The following interview(s) with Hideo Kojima is comprised of excerpts collected by "External Gazer", for the video essay Renga: A Document of Hideo Kojima.


I joined Konami in 1986, and my first game I worked on was Penguin Adventure. It was not me who was really the director on this game, it was rather the person who at the time was my mentor.

I joined Konami as a game designer, and I was simply asked to join his team. Originally, for Penguin Adventure, I had about 100 to 200 ideas a day. It was pretty easy to do, and obviously they liked my ideas. So since my work had been appreciated on Penguin Adventure, I was called to work with another team. The project that was in progress at the time was a wrestling game called Masked Fighters which unfortunately was canceled during development. But since the characters were pretty well-done and animated, I wondered if it was possible to re-use these characters and do something else with them. So for a month, I imagined another game, and then in development (as I was a new employee in this company) I was asked to go away for a three-month internship to develop. When I came back, the game had changed a little bit, and the character had become a woman, it had become a platformer - an action game, and I had prepared a script and ideas on about 200 to 300 pages. We worked on it for three months, but it was so ambitious that the scripted platformer game was canceled.
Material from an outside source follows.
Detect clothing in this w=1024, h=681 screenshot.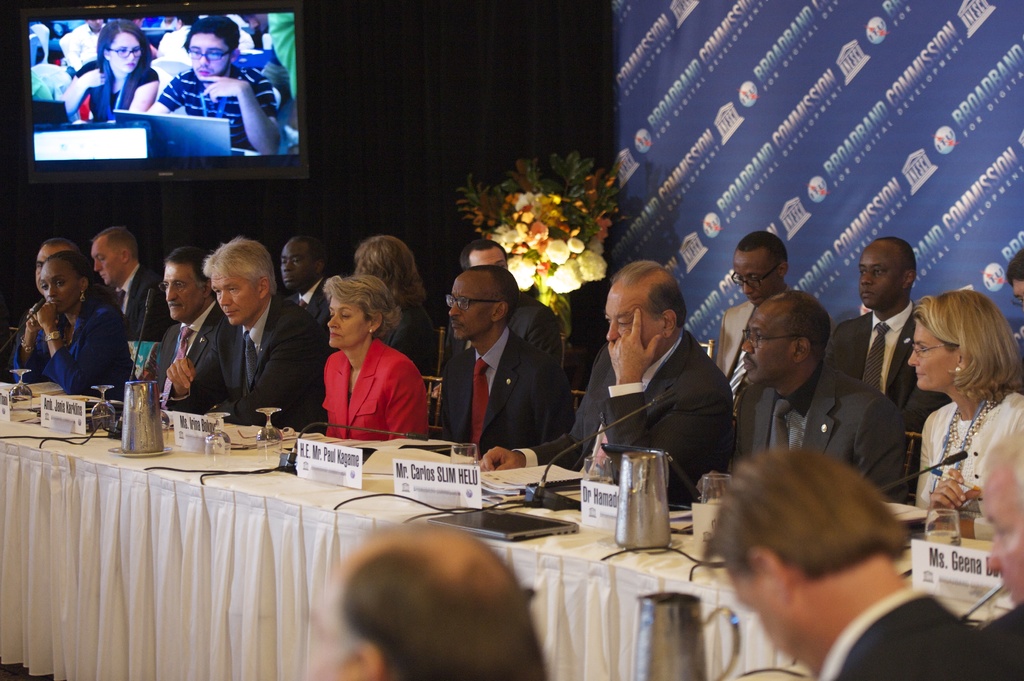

First of all, from the canceled game, Lost Warld, it put me in a somewhat awkward postition in the company. One of my bosses called me and he said: "Listen, since you still have some good ideas, we would like to give you a project. It's a fighting game, but not all of the experienced people who have embarked on this project have been able to do anything right with it. We would like you to try to do something". I was therefore entrusted with this game, which had war as its theme. I must admit that at the time, war games were the most important games, like Space Invaders for example, and I didn't want to play violent games. Finally, I told myself that I was going to be inspired by a film called The Great Escape, and rather than making a game where you had to attack people, I wondered if there was not a way to make a war game about running away.